How can I use the same key for SSH and SSL (https)
Solution 1:
TL;DR summary: If you have a SSL/X.509 certificate+key, just give the private key file to ssh
. Or, if you already have a SSH key in id_rsa
, just use it with OpenSSL when signing a CSR. That's all.
Let's assume you have an user's SSL certificate in joeuser.pem
and its private key in joeuser.key
.
Since X.509 uses standard RSA keys, and so does SSH, you should be able to just tell your SSH client to use joeuser.key
-- the only requirement is that it be in an understandable format.
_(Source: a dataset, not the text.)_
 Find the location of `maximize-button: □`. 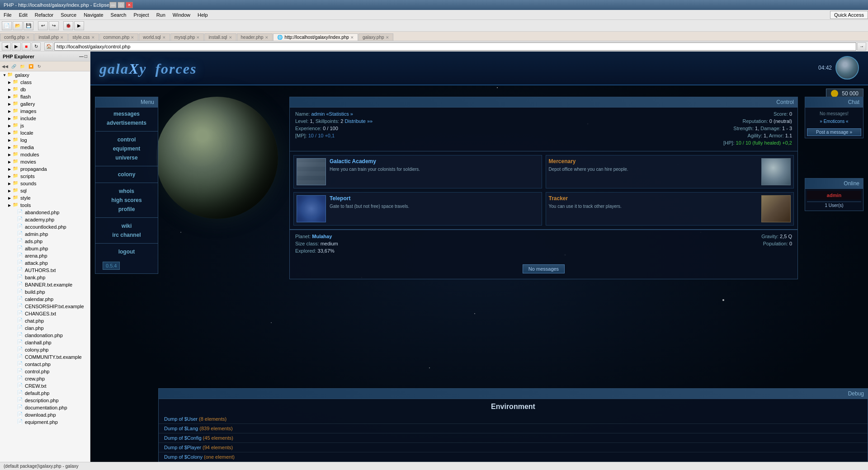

Look at the insides of joeuser.key
and check if it looks kinda like this:
-----BEGIN RSA PRIVATE KEY----- MGECAQACEQCxQaFwijLYlXTOlwqnSW9PAgMBAAECEETwgqpzhX0IVhUa0OK0tgkC CQDXPo7HDY3axQIJANLRsrFxClMDAghaZp7GwU2T1QIIMlVMo57Ihz8CCFSoKo3F 2L/2 -----END RSA PRIVATE KEY-----
In OpenSSL, this format is called "PEM" (as in -outform pem
) and is used by default. The same format is used by OpenSSH, and you can use ssh -i joeuser.key
to connect.
You can extract the public key in OpenSSH id_rsa.pub
format (for putting into authorized_keys
) with:
ssh-keygen -y -f joeuser.key > joeuser-ssh.pub
(The same public key in PEM format can be extracted with openssl rsa -pubout
, but it will be of little use.)
If you have a DSA key, it should work exactly the same like RSA.
Solution 2:
OpenSSH has experimental support for x509 certificates here:
http://roumenpetrov.info/openssh
You could issue a single x509 certificate per user and use them for both.
instead of putting the user pubkey in their authorized_keys, you can specify the allowed DNs of the user certificates; and you must configure the webserver/web application so that the DN is translated to a username.